Internet & Online Safety · New Caledonia
Online safety & content laws in New Caledonia (2026)
New Caledonia shaded by its internet & online safety status
New Caledonia is a French sui generis overseas collectivity and an EU Overseas Country and Territory, so the EU DSA does not apply automatically; instead France's comprehensive digital regime (SREN law and LCEN) plus selected DSA provisions were expressly extended and adapted to the territory by Ordonnance n° 2024-1019 of 13 November 2024, since regulation of online communications is a competence retained by the French State. The framework covers platform liability for illegal content, mandatory age verification for adult sites, sanctions against cyber-harassment, and defence against foreign disinformation. New Caledonia also saw France's first national social-media shutdown, a two-week TikTok block during the May 2024 unrest, which the Conseil d'État ultimately ruled unlawful on 1 April 2025.
Key points
Ordonnance n° 2024-1019 of 13 November 2024 extended and adapted the SREN law (Loi n° 2024-449) and parts of the EU DSA to New Caledonia, using the habilitation in SREN article 63; the DSA had to be expressly extended because New Caledonia is an OCT outside EU territory and the regulation falls under State competence.
The extended SREN rules impose a mandatory age-verification system for access to pornographic sites, with ARCOM empowered to order the blocking of non-compliant adult sites to protect minors.
Platform responsibility for illegal content rests on the long-standing LCEN regime (notice-and-takedown, hosting-provider liability) reinforced by SREN measures for faster takedown, sanctions, and temporary account bans for users convicted of online hate speech, enforced by ARCOM.
The adapted text strengthens penalties against cyber-harassment and gives regulators tools to act against disinformation spread by foreign audiovisual media subject to EU sanctions.
On 14 May 2024, amid violent unrest over voting reforms, the French government blocked TikTok across New Caledonia for roughly two weeks (until 29 May) under 1955 state-of-emergency powers — France's first national social-media shutdown.
After initially refusing to suspend the block for lack of urgency (23 May 2024), the Conseil d'État annulled the Prime Minister's 14 May 2024 decision on 1 April 2025 (n° 494511), finding it failed the strict conditions of the 'exceptional circumstances' doctrine.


Assigned task:
All records below are to be repeated exactly, with the pictures left out.

───── Extracted entries

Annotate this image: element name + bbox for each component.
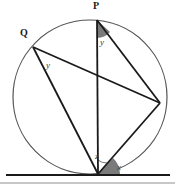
- angle-label-z-at-s: z: [95, 152, 99, 161]
- angle-arc-z-at-s: [98, 160, 107, 163]
- circle-outline: [13, 20, 167, 174]
- chord-p-r: [97, 20, 160, 103]
- chord-q-s: [33, 47, 98, 174]
- angle-label-y-at-p: y: [100, 38, 104, 47]
- geometry-figure: P Q y y z x: [0, 0, 175, 186]
- angle-label-x-at-s: x: [117, 163, 121, 172]
- vertex-label-q: Q: [20, 28, 28, 38]
- angle-label-y-at-q: y: [46, 61, 50, 70]
- vertex-label-p: P: [93, 1, 99, 11]
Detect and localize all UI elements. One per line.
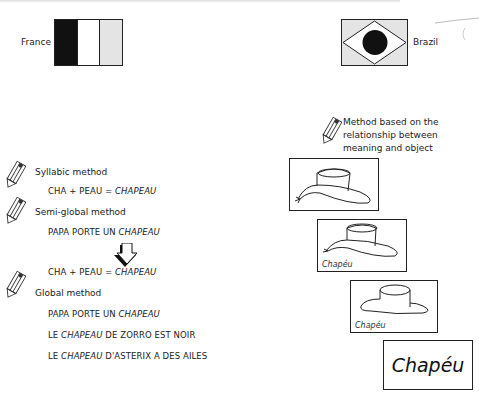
flag-stripe-grey [99,20,122,65]
transition-example: CHA + PEAU = CHAPEAU [48,267,156,277]
flag-stripe-white [77,20,100,65]
word-card-label: Chapéu [392,354,465,376]
syllabic-example: CHA + PEAU = CHAPEAU [48,186,156,196]
semi-global-method-title: Semi-global method [35,207,126,217]
pencil-icon [320,116,342,146]
brazil-flag-graphic [342,20,407,65]
global-example-1: PAPA PORTE UN CHAPEAU [48,309,160,319]
flag-stripe-black [55,20,77,65]
brazil-flag [341,19,408,66]
syllabic-method-title: Syllabic method [35,167,107,177]
hat-card-1 [289,158,379,211]
hat-icon [318,220,406,260]
france-flag [54,19,123,66]
hat-card-caption: Chapéu [322,260,353,269]
hat-icon [351,281,437,321]
hat-card-2: Chapéu [317,219,407,272]
hat-card-caption: Chapéu [355,321,386,330]
global-example-3: LE CHAPEAU D'ASTERIX A DES AILES [48,351,207,361]
stray-stroke-mark [435,14,479,42]
pencil-icon [4,160,26,190]
global-method-title: Global method [35,288,101,298]
pencil-icon [4,270,26,300]
down-arrow-icon [112,243,138,269]
global-example-2: LE CHAPEAU DE ZORRO EST NOIR [48,330,195,340]
top-cutoff-text [0,0,400,3]
semi-global-example: PAPA PORTE UN CHAPEAU [48,227,160,237]
word-card: Chapéu [383,340,473,390]
pencil-icon [4,196,26,226]
hat-icon [290,159,378,210]
meaning-object-method-title: Method based on the relationship between… [343,116,438,155]
france-label: France [21,37,51,47]
hat-card-3: Chapéu [350,280,438,333]
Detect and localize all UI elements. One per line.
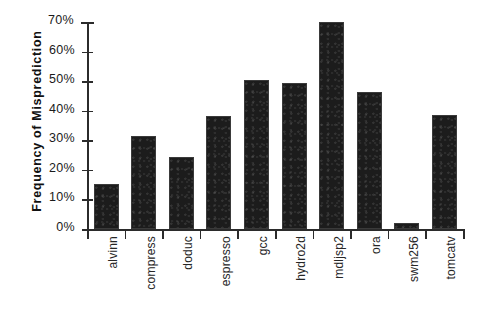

──────────

Completed exercise:
Annotate this image: element name + bbox for each component.
- angle-label-z-at-s: z: [95, 152, 99, 161]
- angle-arc-z-at-s: [98, 160, 107, 163]
- circle-outline: [13, 20, 167, 174]
- chord-p-r: [97, 20, 160, 103]
- chord-q-s: [33, 47, 98, 174]
- angle-label-y-at-p: y: [100, 38, 104, 47]
- geometry-figure: P Q y y z x: [0, 0, 175, 186]
- angle-label-x-at-s: x: [117, 163, 121, 172]
- vertex-label-q: Q: [20, 28, 28, 38]
- angle-label-y-at-q: y: [46, 61, 50, 70]
- vertex-label-p: P: [93, 1, 99, 11]
Detect and localize all UI elements. One per line.
flag-stripe-grey [99,20,122,65]
transition-example: CHA + PEAU = CHAPEAU [48,267,156,277]
flag-stripe-white [77,20,100,65]
word-card-label: Chapéu [392,354,465,376]
syllabic-example: CHA + PEAU = CHAPEAU [48,186,156,196]
semi-global-method-title: Semi-global method [35,207,126,217]
pencil-icon [320,116,342,146]
brazil-flag-graphic [342,20,407,65]
global-example-1: PAPA PORTE UN CHAPEAU [48,309,160,319]
flag-stripe-black [55,20,77,65]
brazil-flag [341,19,408,66]
syllabic-method-title: Syllabic method [35,167,107,177]
hat-card-1 [289,158,379,211]
hat-icon [318,220,406,260]
france-flag [54,19,123,66]
hat-card-caption: Chapéu [322,260,353,269]
hat-icon [351,281,437,321]
hat-card-2: Chapéu [317,219,407,272]
hat-card-caption: Chapéu [355,321,386,330]
global-example-3: LE CHAPEAU D'ASTERIX A DES AILES [48,351,207,361]
stray-stroke-mark [435,14,479,42]
pencil-icon [4,160,26,190]
global-method-title: Global method [35,288,101,298]
pencil-icon [4,270,26,300]
down-arrow-icon [112,243,138,269]
global-example-2: LE CHAPEAU DE ZORRO EST NOIR [48,330,195,340]
top-cutoff-text [0,0,400,3]
semi-global-example: PAPA PORTE UN CHAPEAU [48,227,160,237]
word-card: Chapéu [383,340,473,390]
pencil-icon [4,196,26,226]
hat-icon [290,159,378,210]
meaning-object-method-title: Method based on the relationship between… [343,116,438,155]
france-label: France [21,37,51,47]
hat-card-3: Chapéu [350,280,438,333]
Detect and localize all UI elements. One per line.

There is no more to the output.